14.7.08

UN Report: The Future Could be Swell... But We're Blowing It

By Jeremy Elton Jacquot, Los Angeles on 07.14.08
Business & Politics

african schoolchildren
Image from hdptcar

Time for another round of good news, bad news. First, the good: According to a weighty new UN report (it's 6,300 pages long and includes submissions from 2,500 experts) uncovered by The Independent, the world stands poised to enter a new era of peace, prosperity and empowerment. Increased democratization, economic and technological advances and medical breakthroughs have the potential to bring millions out of poverty and make the world "work far better than it does today".
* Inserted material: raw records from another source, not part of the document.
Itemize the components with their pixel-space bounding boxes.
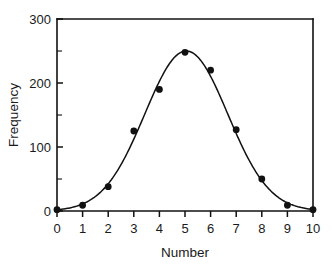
data-point bbox=[258, 176, 265, 183]
frequency-distribution-chart: 0 100 200 300 0 1 2 3 4 5 6 bbox=[0, 0, 332, 267]
fitted-curve bbox=[57, 51, 313, 210]
x-tick-label-2: 2 bbox=[105, 221, 112, 236]
x-tick-label-0: 0 bbox=[53, 221, 60, 236]
chart-figure: 0 100 200 300 0 1 2 3 4 5 6 bbox=[0, 0, 332, 267]
data-point bbox=[310, 206, 317, 213]
data-point bbox=[182, 49, 189, 56]
x-tick-label-3: 3 bbox=[130, 221, 137, 236]
x-tick-label-6: 6 bbox=[207, 221, 214, 236]
y-axis-title: Frequency bbox=[6, 83, 21, 147]
y-tick-label-100: 100 bbox=[29, 140, 51, 155]
x-tick-label-9: 9 bbox=[284, 221, 291, 236]
data-point bbox=[207, 67, 214, 74]
data-point bbox=[79, 202, 86, 209]
data-point-group bbox=[54, 49, 317, 213]
y-axis-tick-labels: 0 100 200 300 bbox=[29, 12, 51, 219]
y-tick-label-200: 200 bbox=[29, 76, 51, 91]
x-axis-ticks bbox=[57, 211, 313, 217]
x-tick-label-7: 7 bbox=[233, 221, 240, 236]
x-tick-label-4: 4 bbox=[156, 221, 163, 236]
x-tick-label-1: 1 bbox=[79, 221, 86, 236]
data-point bbox=[130, 128, 137, 135]
x-tick-label-5: 5 bbox=[181, 221, 188, 236]
data-point bbox=[284, 202, 291, 209]
x-tick-label-10: 10 bbox=[306, 221, 320, 236]
data-point bbox=[105, 183, 112, 190]
x-axis-title: Number bbox=[161, 245, 210, 260]
data-point bbox=[54, 206, 61, 213]
y-axis-ticks bbox=[57, 19, 63, 211]
data-point bbox=[233, 126, 240, 133]
axis-frame bbox=[57, 19, 313, 211]
y-tick-label-300: 300 bbox=[29, 12, 51, 27]
x-tick-label-8: 8 bbox=[258, 221, 265, 236]
y-tick-label-0: 0 bbox=[44, 204, 51, 219]
data-point bbox=[156, 86, 163, 93]
x-axis-tick-labels: 0 1 2 3 4 5 6 7 8 9 10 bbox=[53, 221, 320, 236]
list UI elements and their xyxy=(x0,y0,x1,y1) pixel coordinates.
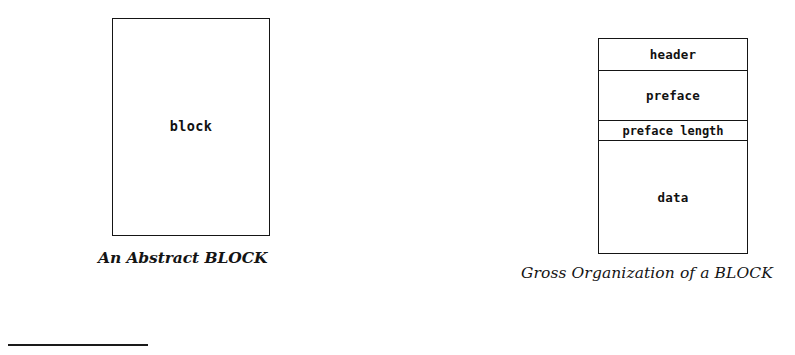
abstract-block-caption: An Abstract BLOCK xyxy=(98,250,267,266)
gross-organization-figure: header preface preface length data xyxy=(598,38,748,254)
abstract-block-figure: block xyxy=(112,18,272,236)
footnote-separator-rule xyxy=(8,344,148,346)
block-band-preface-length: preface length xyxy=(599,121,747,141)
gross-organization-box: header preface preface length data xyxy=(598,38,748,254)
block-band-preface: preface xyxy=(599,71,747,121)
abstract-block-label: block xyxy=(113,120,269,134)
gross-organization-caption: Gross Organization of a BLOCK xyxy=(521,266,773,282)
abstract-block-box: block xyxy=(112,18,270,236)
block-band-data: data xyxy=(599,141,747,253)
figure-page: block An Abstract BLOCK header preface p… xyxy=(0,0,795,355)
block-band-header: header xyxy=(599,39,747,71)
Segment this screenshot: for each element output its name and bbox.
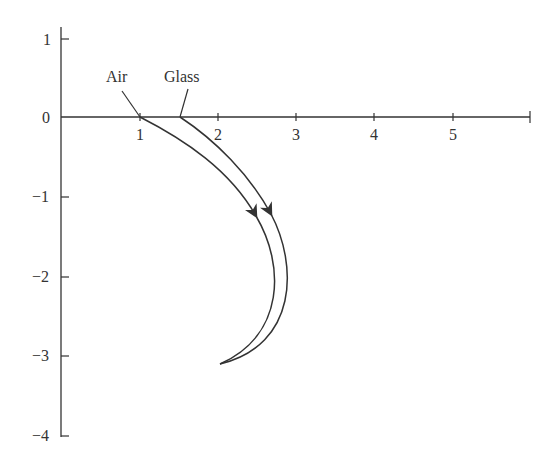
glass-leader-line [180,89,188,117]
y-tick-label-neg2: −2 [32,269,49,285]
x-tick-label-3: 3 [292,127,300,143]
x-tick-label-5: 5 [449,127,457,143]
y-tick-label-0: 0 [42,110,50,126]
glass-label: Glass [164,69,200,85]
air-label: Air [106,69,127,85]
glass-ray-path [180,117,271,214]
air-leader-line [122,91,140,117]
y-tick-label-1: 1 [43,32,51,48]
y-tick-label-neg1: −1 [32,189,49,205]
x-tick-label-4: 4 [370,127,378,143]
y-tick-label-neg4: −4 [32,428,49,444]
air-ray-path-continued [220,216,275,364]
air-ray-path [140,117,256,216]
x-tick-label-2: 2 [214,127,222,143]
glass-ray-path-continued [220,214,287,364]
x-tick-label-1: 1 [136,127,144,143]
y-ticks [61,39,69,436]
diagram-canvas [0,0,557,465]
y-tick-label-neg3: −3 [32,348,49,364]
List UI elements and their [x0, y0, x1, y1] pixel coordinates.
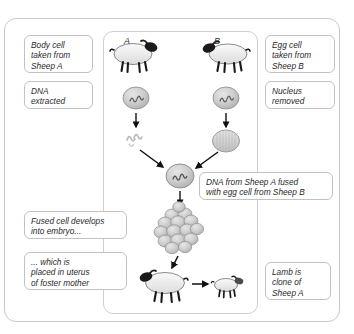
diagram-canvas: A B Body cell taken from Sheep A DNA ext… [0, 0, 354, 334]
lamb-clone-label: Lamb is clone of Sheep A [265, 262, 331, 300]
panel-letter-b: B [214, 36, 220, 46]
egg-cell-label: Egg cell taken from Sheep B [265, 35, 335, 73]
dna-fused-label: DNA from Sheep A fused with egg cell fro… [199, 172, 333, 200]
dna-extracted-label: DNA extracted [24, 81, 93, 109]
uterus-foster-mother-label: ... which is placed in uterus of foster … [24, 252, 127, 290]
panel-letter-a: A [124, 36, 130, 46]
body-cell-label: Body cell taken from Sheep A [24, 35, 93, 73]
fused-cell-embryo-label: Fused cell develops into embryo... [24, 211, 127, 239]
nucleus-removed-label: Nucleus removed [265, 81, 335, 109]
Now for the bad: Despite these promising developments, we are still more likely than not to screw it all up through sheer violence, inequality and environmental degradation. Worse, governments are not even properly equipped to take advantage of these advances or to prevent many of the looming crises.

amazon river
Image from markg6

Just another doom and gloom report?
As Geoffrey Lean and Jonathan Owen put it, the "2008 State of the Future" report can hardly be accused of being your typical fear mongering tract. It starts off listing a number of humanity's most momentous accomplishments, portraying a bright future in which "the internet, international trade, language translation and jet planes are giving birth to an interdependent humanity that can create and implement global strategies to improve [its] prospects".

Some encouraging findings
Improvements in recent decades have helped slash poverty levels worldwide (except, unfortunately, in Africa) -- enough that poverty will have been cut by more than half by 2015. Life expectancy and literacy rates continue to rise while the number of conflicts and infant mortalities continue to drop. The internet is effusively praised as having already become the single "most powerful force for globalization, democratization, economic growth and education in history".

Current and future challenges to a new world order
While sounding an optimistic tone, the report doesn't mince its words in describing many of the problems currently plaguing the system:

"half the world is vulnerable to social instability and violence due to rising food and energy prices, failing states, falling water tables, climate change, decreasing water-food-energy supply per person, desertification and increasing migrations due to political, environmental and economic conditions . . . With nearly three billion people making $2 or less per day, long-term global social conflict seems inevitable without more serious food policies, useful scientific breakthroughs and dietary changes".

Ending on an optimistic note?
It concludes by castigating world governments as being "inefficient, slow and ill-informed" and reiterates a common refrain for more international cooperation and, most important, a "global strategy". Without this, it says, neither climate change nor international organized crime, among others, will ever be resolved.

For a more complete list of the report's recommendations and findings, see the full Independent story.